Al Qaeda declares new branch in sub-continent

Published September 4, 2014
Al Qaeda chief Ayman al-Zawahiri  — File photo
Al Qaeda chief Ayman al-Zawahiri — File photo

WASHINGTON: Al Qaeda chief Ayman al-Zawahiri declared on Wednesday in a video message that the global Islamist extremist movement has launched a new branch to lead its struggle in the sub-continent.

In the video, found in online jihadist forums by the SITE terrorism monitoring group, Zawahiri said the new force would “crush the artificial borders” dividing Muslim populations in the region.

Al Qaeda is active in Afghanistan and Pakistan, where its surviving leadership are thought to be hiding out, but Zawahiri said “Qaedat al-Jihad” would take the fight to India, Myanmar and Bangladesh.

“This entity was not established today but is the fruit of a blessed effort of more than two years to gather the mujahedeen in the sub-continent into a single entity,” he said.

Founded by Osama bin Laden, who was killed in Pakistan by US commandos in May 2011, Al Qaeda has long claimed leadership of the jihadists fighting to restore a single caliphate in Muslim lands.

But since the death of its figurehead, it has been somewhat eclipsed, first by its own offshoots in Africa and the Arabian Peninsula, and now by the so-called “Islamic State” fighting in Iraq and Syria.

While still regarded as a threat to the West, the group has never managed to repeat the spectacular success of the September 11, 2001 attacks by hijacked airliners on New York and Washington.

But, in launching “Qaedat al-Jihad in the sub-continent,” in a video partly in his native Arabic and partly in the Urdu of his presumed Pakistani base, Zawahiri attempted to regain some of the limelight.

“It is an entity that was formed to promulgate the call of the reviving imam, Sheikh Osama bin Laden. May Allah have mercy upon him,” Zawahiri said.

He called on the “umma,” or Muslim nation, to unite around “tawhid,” or monotheism, “to wage jihad against its enemies, to liberate its land, to restore its sovereignty and to revive its caliphate.”

He said the group would recognise the overarching leadership of the Afghan Taliban leader Mullah Muhammad Omar, be led by Pakistani militant Asim Umar, and employ a spokesman.

Published in Dawn, September 4th, 2014

Opinion

Editorial

Punishing evaders
02 May, 2024

Punishing evaders

THE FBR’s decision to block mobile phone connections of more than half a million individuals who did not file...
Engaging Riyadh
02 May, 2024

Engaging Riyadh

OVER the last few weeks, there have been several exchanges involving top officials and their Saudi counterparts. At...
Freedom to question
02 May, 2024

Freedom to question

WITH frequently suspended freedoms, increasing violence and few to speak out for the oppressed, it is unlikely that...
Wheat protests
Updated 01 May, 2024

Wheat protests

The government should withdraw from the wheat trade gradually, replacing the existing market support mechanism with an effective new one over the next several years.
Polio drive
01 May, 2024

Polio drive

THE year’s fourth polio drive has kicked off across Pakistan, with the aim to immunise more than 24m children ...
Workers’ struggle
Updated 01 May, 2024

Workers’ struggle

Yet the struggle to secure a living wage — and decent working conditions — for the toiling masses must continue.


### [Work item]
Please set down exactly the lines from the one containing "This screenshot has" through the last line of the records below, both included, with no pictures.

### [Stored data entries]
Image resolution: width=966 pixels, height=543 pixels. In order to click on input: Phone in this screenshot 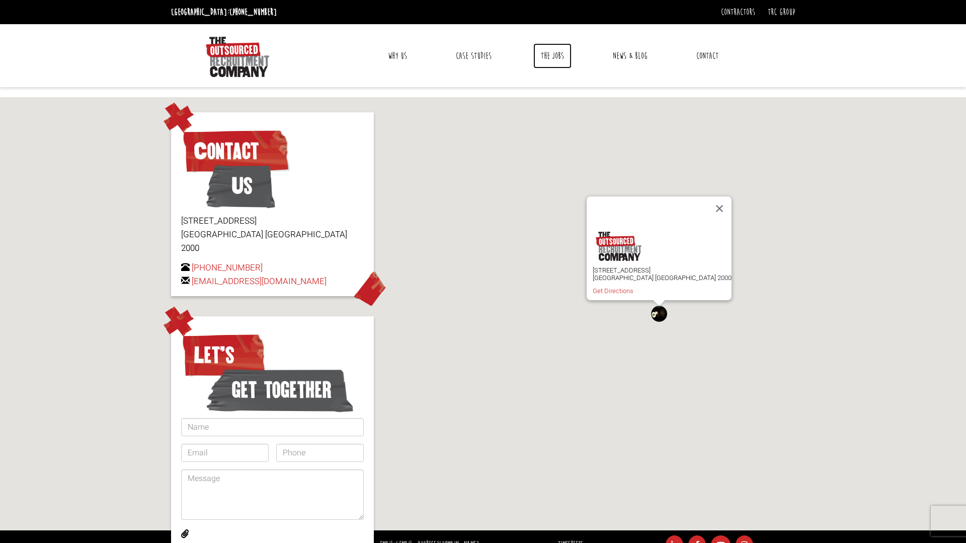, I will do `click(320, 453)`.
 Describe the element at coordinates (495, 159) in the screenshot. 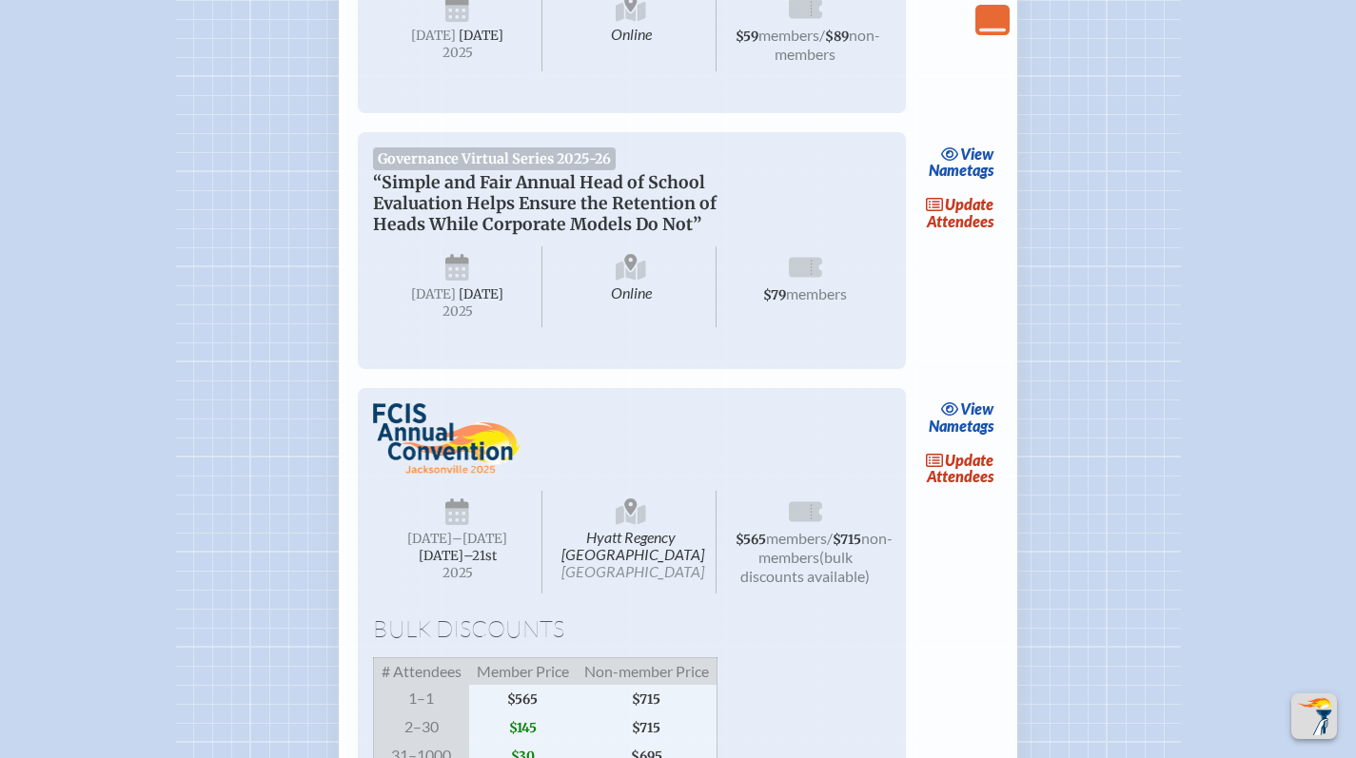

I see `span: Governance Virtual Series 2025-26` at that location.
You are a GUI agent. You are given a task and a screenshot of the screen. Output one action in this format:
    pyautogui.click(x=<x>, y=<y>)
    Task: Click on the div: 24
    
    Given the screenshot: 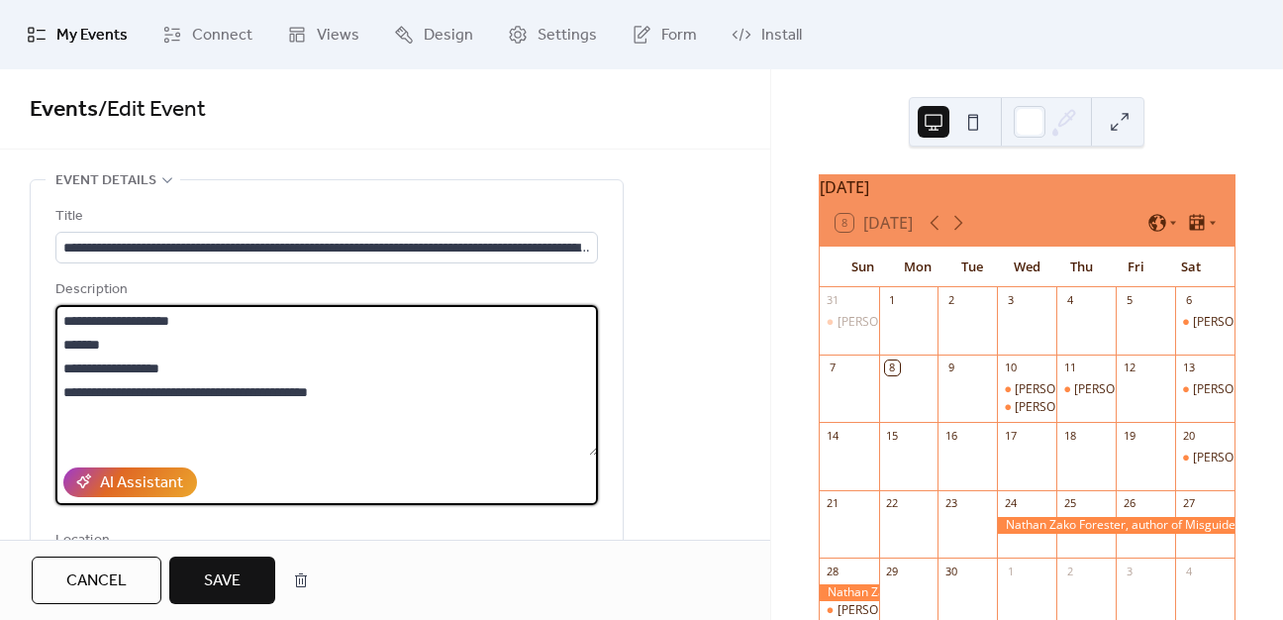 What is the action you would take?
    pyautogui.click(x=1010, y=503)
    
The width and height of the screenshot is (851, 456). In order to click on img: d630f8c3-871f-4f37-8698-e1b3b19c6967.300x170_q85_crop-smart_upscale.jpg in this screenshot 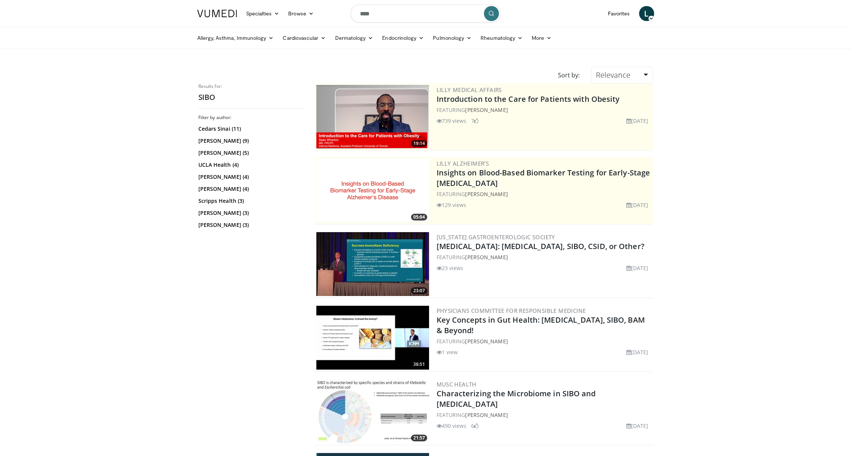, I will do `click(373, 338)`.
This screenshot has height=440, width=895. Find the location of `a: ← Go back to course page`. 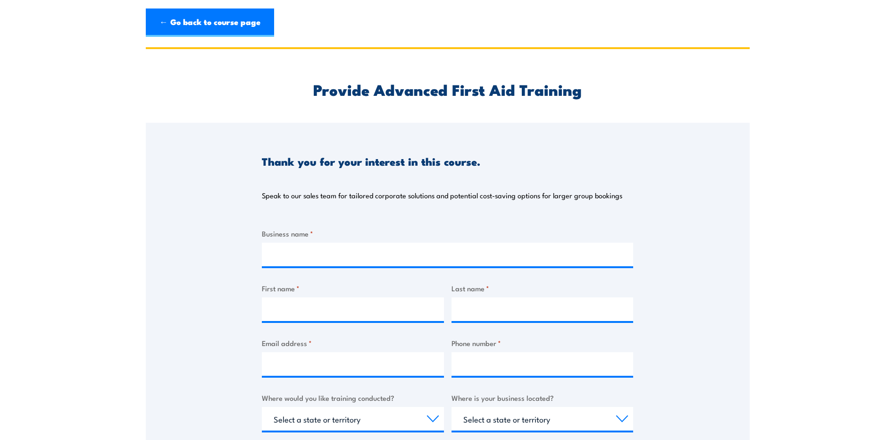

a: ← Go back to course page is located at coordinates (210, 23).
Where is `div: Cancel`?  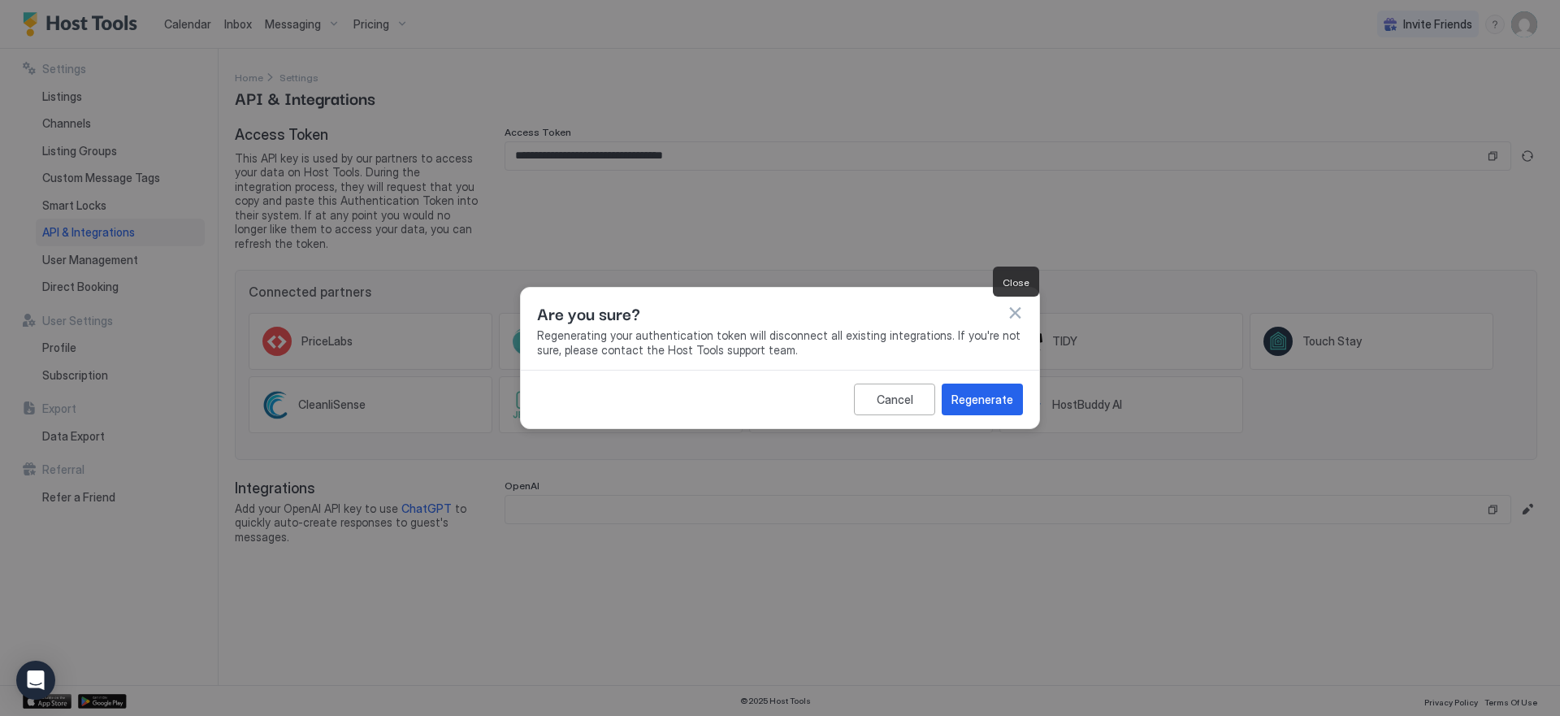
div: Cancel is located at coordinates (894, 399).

### [Written answer]
This screenshot has height=440, width=895. Find the location of `a: ← Go back to course page`. 

a: ← Go back to course page is located at coordinates (210, 23).
Where is `div: Cancel`?  
div: Cancel is located at coordinates (894, 399).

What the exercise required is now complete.